Stanford Medicine today published results from the Apple Heart Study that kicked off in 2017, marking the third time data from the study has been shared (via Reuters and CNBC).
The aim of the study, conducted by Stanford and Apple, was to determine whether the Apple Watch is able to detect atrial fibrillation, which can be an indicator of serious heart health problems. Researchers wanted to determine how well the Apple Watch worked and whether it was safe to use.
A total of 419,297 people in the United States participated in the study, and 0.52 percent of participants (2,161 people) received an irregular heart rhythm notification over 117 days of monitoring. People who received a notification were sent ECG patches to further monitor for heart problems, but quite a few of those went unreturned.
Of the 450 people who returned the patches with data that could be analyzed, atrial fibrillation was present in 34 percent overall and 35 percent of participants age 65 or older. Of those who had an irregular reading and returned a patch, 84 percent of subsequent notifications were determined to be atrial fibrillation.
Among participants who were notified of an irregular pulse, the positive predictive value was 0.84 (95% CI, 0.76 to 0.92) for observing atrial fibrillation on the ECG simultaneously with a subsequent irregular pulse notification and 0.71 (97.5% CI, 0.69 to 0.74) for observing atrial fibrillation on the ECG simultaneously with a subsequent irregular tachogram. Of 1376 notified participants who returned a 90-day survey, 57% contacted health care providers outside the study. There were no reports of serious app-related adverse events.
According to researchers, the low number of warnings in the study indicates that the device does not cause an excess of false notifications in healthy people who wear the watch.
In some cases, atrial fibrillation detected by the Apple Watch was in the early stages of development, and it didn't happen frequently enough for the patch testing to detect it, something that was more prevalent in younger participants.

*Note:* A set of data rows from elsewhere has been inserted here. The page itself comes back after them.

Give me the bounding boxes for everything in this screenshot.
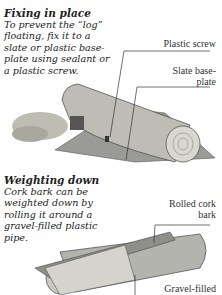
weighting-down-section: Weighting down Cork bark can be weighted… [4,174,116,243]
plastic-screw-icon [105,136,109,142]
gravel-pile-icon [12,112,68,142]
section-heading: Weighting down [4,174,116,186]
label-slate-base-plate: Slate base-plate [156,65,216,87]
label-rolled-cork-bark: Rolled cork bark [156,198,216,220]
section-heading: Fixing in place [4,7,116,19]
label-gravel-filled: Gravel-filled [164,283,216,294]
section-body: Cork bark can be weighted down by rollin… [4,186,116,243]
label-plastic-screw: Plastic screw [164,38,217,49]
fixing-in-place-section: Fixing in place To prevent the “log” flo… [4,7,116,76]
section-body: To prevent the “log” floating, fix it to… [4,19,116,76]
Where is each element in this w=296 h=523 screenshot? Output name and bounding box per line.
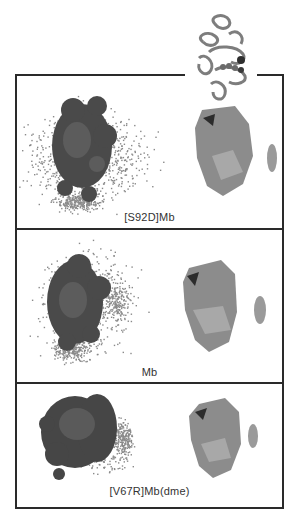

The study did ultimately determine that the Apple Watch can detect atrial fibrillation. Stanford cardiologist and co-author of the study Dr. Mintu Turakhia said that the trial was overall a success, especially when it came to determining how many people are going to get heart-related notifications from Apple Watch and what those types of notifications mean for patients, doctors, insurers, and more.
Dr. Daniel Cantillon, a Cleveland cardiologist who was not involved, told Reuters that the technology was promising, but more than half of participants were under 40, a group at low risk for atrial fibrillation, leading to concerns about scaring healthy people.
Separately, a New York cardiologist told CNBC that there's a risk of the Apple Watch finding young people who have early signs of atrial fibrillation that the medical community doesn't know how to treat. "We just don't understand atrial fibrillation well in the 35-year-old, otherwise healthy person," he said.
Wessler treats patients who have visited him based on data gathered from the Apple Watch, and he expects those kind of visits to pick up in the future. Should Apple's research continue, Wessler believes it's important to find the right population that's most at risk to use these tools rather than delivering them to a mainstream audience.
The study was overall beneficial, demonstrating the potential for large-scale studies that use a variety of technologies to monitor patients remotely without requiring on-site visits. Since this study kicked off in 2017, it did not use the new Apple Watch models that are able to take ECG readings, instead relying on the standard heart rate sensor.
The full Apple Heart Study published by Stanford Medicine can be read in The New England Journal of Medicine.